There are so-called race cars for the street, and then there are street cars converted to race. The Chevrolet COPO Camaro is one of the most prominent recent examples of an automaker trying to prove the mettle of a production car on the track, carrying on the Camaro’s legacy of drag-race domination.
With a new sixth-generation Camaro on the way for 2016, Chevy unveiled an updated COPO model based on the new platform at the 2015 SEMA show in Las Vegas. Just 69 examples will be built for 2016, and all are destined for racing in the National Hot Rod Association (NHRA) Stock and Super Stock Eliminator classes.
The 2016 COPO takes advantage of the lighter sixth-generation Camaro body. Chevy says structural rigidity is up 28 percent, but weight is down by 133 pounds. There will be three engine options, including 5.7-liter and 7.0-liter LS-series small-block V8s, and a 6.2-liter V8 from the newer LT family. the only available transmission is a three-speed automatic.

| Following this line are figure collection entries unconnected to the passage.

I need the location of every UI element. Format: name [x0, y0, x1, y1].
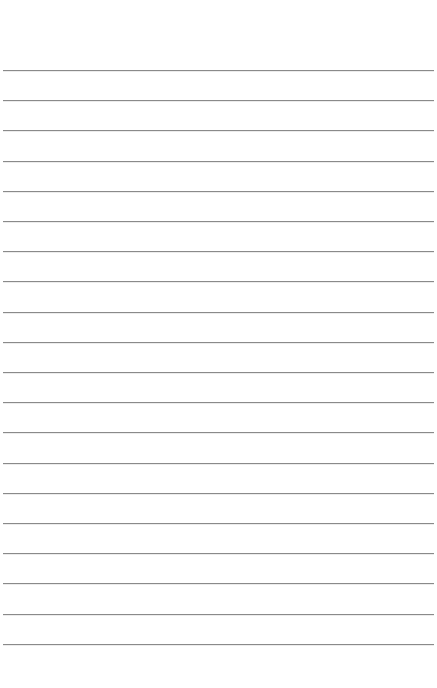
ruled-line: [3, 251, 434, 252]
ruled-line: [3, 553, 434, 554]
ruled-line: [3, 70, 434, 71]
ruled-line: [3, 312, 434, 313]
ruled-line: [3, 191, 434, 192]
ruled-line: [3, 614, 434, 615]
ruled-line: [3, 281, 434, 282]
notepad-page: [0, 0, 437, 688]
ruled-line: [3, 342, 434, 343]
ruled-line: [3, 221, 434, 222]
ruled-line: [3, 583, 434, 584]
ruled-line: [3, 100, 434, 101]
ruled-line: [3, 523, 434, 524]
ruled-line: [3, 130, 434, 131]
ruled-line: [3, 372, 434, 373]
ruled-line: [3, 493, 434, 494]
ruled-line: [3, 161, 434, 162]
ruled-line: [3, 644, 434, 645]
ruled-line: [3, 402, 434, 403]
ruled-line: [3, 463, 434, 464]
ruled-line: [3, 432, 434, 433]
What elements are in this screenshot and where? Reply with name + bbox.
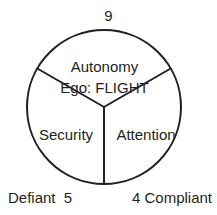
bottom-left-label: Defiant 5 bbox=[8, 190, 72, 205]
diagram-canvas bbox=[0, 0, 217, 215]
bottom-right-label: 4 Compliant bbox=[132, 190, 212, 205]
sector-top-subtitle-label: Ego: FLIGHT bbox=[0, 80, 209, 95]
sector-lower-left-label: Security bbox=[30, 127, 102, 142]
sector-lower-right-label: Attention bbox=[107, 127, 185, 142]
enneagram-diagram: 9 Autonomy Ego: FLIGHT Security Attentio… bbox=[0, 0, 217, 215]
top-number-label: 9 bbox=[0, 8, 217, 23]
sector-top-title-label: Autonomy bbox=[0, 59, 209, 74]
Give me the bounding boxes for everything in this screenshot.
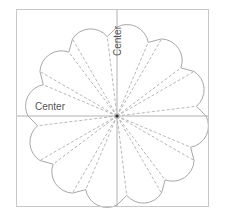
vertical-center-label: Center <box>113 26 123 56</box>
horizontal-center-label: Center <box>35 102 65 112</box>
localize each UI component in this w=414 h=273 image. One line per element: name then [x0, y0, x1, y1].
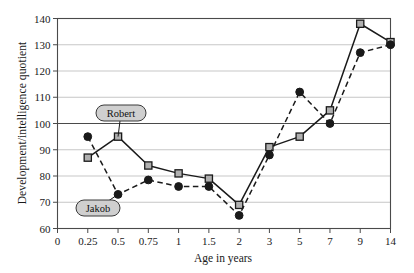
x-tick-label-9: 9	[357, 235, 363, 247]
development-quotient-line-chart: 00.250.50.7511.52357914 6070809010011012…	[0, 0, 414, 273]
marker-jakob-1.5	[205, 183, 213, 191]
marker-jakob-3	[266, 151, 274, 159]
marker-robert-2	[236, 201, 243, 208]
marker-robert-9	[357, 20, 364, 27]
x-tick-label-2: 2	[236, 235, 242, 247]
marker-jakob-5	[296, 88, 304, 96]
x-tick-label-1: 1	[176, 235, 182, 247]
x-tick-label-0.25: 0.25	[78, 235, 98, 247]
x-tick-label-0: 0	[55, 235, 61, 247]
callout-label-jakob: Jakob	[86, 203, 111, 214]
y-tick-label-130: 130	[34, 39, 51, 51]
marker-jakob-14	[387, 41, 395, 49]
y-tick-label-80: 80	[40, 170, 52, 182]
y-tick-label-70: 70	[40, 196, 52, 208]
x-axis-title: Age in years	[194, 252, 253, 265]
y-tick-label-60: 60	[40, 223, 52, 235]
marker-jakob-7	[326, 120, 334, 128]
y-tick-label-140: 140	[34, 13, 51, 25]
y-tick-label-110: 110	[34, 91, 51, 103]
x-tick-label-14: 14	[385, 235, 397, 247]
marker-jakob-9	[356, 49, 364, 57]
marker-jakob-2	[235, 211, 243, 219]
y-axis-title: Development/intelligence quotient	[16, 41, 29, 204]
callout-label-robert: Robert	[107, 108, 136, 119]
marker-robert-1.5	[205, 175, 212, 182]
marker-robert-7	[326, 107, 333, 114]
x-tick-label-5: 5	[297, 235, 303, 247]
chart-container: 00.250.50.7511.52357914 6070809010011012…	[0, 0, 414, 273]
x-tick-label-1.5: 1.5	[202, 235, 216, 247]
marker-robert-0.75	[145, 162, 152, 169]
x-tick-label-3: 3	[267, 235, 273, 247]
y-tick-label-120: 120	[34, 65, 51, 77]
marker-jakob-1	[175, 183, 183, 191]
y-tick-label-90: 90	[40, 144, 52, 156]
marker-robert-0.25	[84, 154, 91, 161]
marker-robert-1	[175, 170, 182, 177]
x-tick-label-0.5: 0.5	[111, 235, 125, 247]
x-tick-label-0.75: 0.75	[139, 235, 159, 247]
marker-jakob-0.75	[144, 176, 152, 184]
y-tick-label-100: 100	[34, 118, 51, 130]
marker-jakob-0.5	[114, 190, 122, 198]
x-tick-label-7: 7	[327, 235, 333, 247]
marker-jakob-0.25	[84, 133, 92, 141]
marker-robert-5	[296, 133, 303, 140]
chart-background	[0, 0, 414, 273]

Chevy also equipped the COPO with racing suspension, an a solid rear axle in place of the stock Camaro’s independent suspension setup. The COPO also gets its own specific steering and brake hardware (all unassisted). For safety, there’s a racing fuel cell and an NHRA-certified chrome-moly roll cage. The interior is gutted to save weight, with only lightweight bucket seats and minimal instrumentation to speak of.
The COPO name is one of the most hallowed in Chevy lore. It stands for Central Office Production Order, and used to signify a back-door ordering process that allowed enterprising dealers and customers to put high-performance engines into cars Chevy didn’t normally offer them in.

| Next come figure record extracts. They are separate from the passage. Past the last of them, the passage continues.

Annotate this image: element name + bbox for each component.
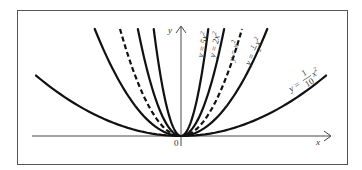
origin-label: 0 <box>174 138 179 148</box>
x-axis-label: x <box>315 137 320 147</box>
svg-text:1: 1 <box>299 67 308 78</box>
svg-text:y=: y= <box>286 79 302 95</box>
y-axis-label: y <box>167 25 172 35</box>
svg-text:y=: y= <box>242 52 257 68</box>
parabola-diagram: x y 0 y=5x2 y=2x2 y=x2 y= 1 2 x2 y= 1 10… <box>0 0 362 170</box>
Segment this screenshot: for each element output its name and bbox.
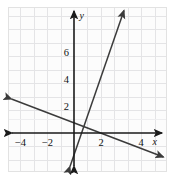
x-tick-label-neg2: −2	[42, 137, 53, 148]
x-axis-label: x	[152, 136, 158, 147]
y-tick-label-pos4: 4	[64, 74, 70, 85]
x-tick-label-neg4: −4	[15, 137, 27, 148]
x-tick-label-pos4: 4	[138, 137, 144, 148]
graph-figure: y x −4 −2 2 4 2 4 6	[0, 0, 175, 175]
coordinate-plane-svg: y x −4 −2 2 4 2 4 6	[0, 0, 175, 175]
x-tick-label-pos2: 2	[98, 137, 103, 148]
y-axis-label: y	[79, 10, 85, 21]
screenshot-root: y x −4 −2 2 4 2 4 6	[0, 0, 175, 189]
y-tick-label-pos6: 6	[64, 47, 69, 58]
y-tick-label-pos2: 2	[64, 101, 69, 112]
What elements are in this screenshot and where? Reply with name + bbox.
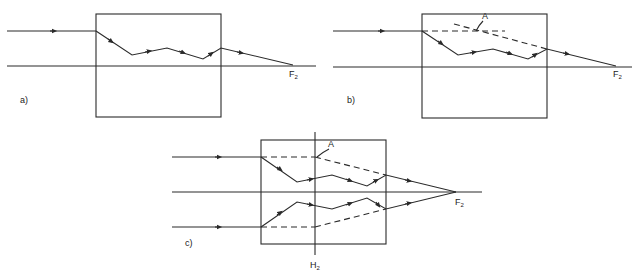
focus-label-b: F2 (613, 70, 622, 80)
focus-label-a: F2 (289, 70, 298, 80)
point-label-a-b: A (482, 12, 488, 21)
plane-label-h2: H2 (310, 261, 320, 271)
pointer-a-b (476, 21, 483, 31)
extended-exit-ray-b (454, 24, 547, 49)
refracted-ray-bottom-c (261, 192, 456, 227)
refracted-ray-a (96, 31, 293, 65)
refracted-ray-top-c (261, 157, 456, 192)
pointer-a-c (317, 149, 329, 157)
refracted-ray-b (422, 31, 616, 66)
panel-b (333, 14, 632, 118)
point-label-a-c: A (328, 140, 334, 149)
panel-label-c: c) (185, 239, 193, 248)
panel-label-a: a) (20, 96, 28, 105)
focus-label-c: F2 (455, 198, 464, 208)
optics-diagram (0, 0, 640, 274)
panel-a (7, 14, 316, 117)
panel-c (172, 132, 482, 255)
panel-label-b: b) (347, 96, 355, 105)
lens-box-b (422, 14, 547, 118)
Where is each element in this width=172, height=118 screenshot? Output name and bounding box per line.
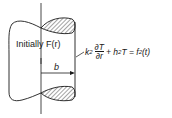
- body-outline: [9, 21, 41, 101]
- initial-condition-label: Initially F(r): [16, 39, 61, 49]
- radius-label: b: [54, 62, 59, 72]
- derivative-fraction: ∂T ∂r: [95, 43, 104, 60]
- top-hatched-lobe: [41, 18, 75, 34]
- bottom-hatched-lobe: [41, 86, 75, 100]
- arrow-head-icon: [70, 71, 75, 75]
- leader-line: [76, 52, 84, 57]
- boundary-condition-equation: k2 ∂T ∂r + h2 T = f2 (t): [85, 43, 150, 60]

The original COPO Camaros were highlights of the 1960s muscle-car era, and today they’re highly prized collectibles. Chevy revived the COPO name in 2012 for its Camaro drag racers, and has built a handful of the cars every year since. While not street legal like the original COPO cars, these new models do the name proud, competing the likes of the Dodge Challenger Drag Pak in NHRA drag racing.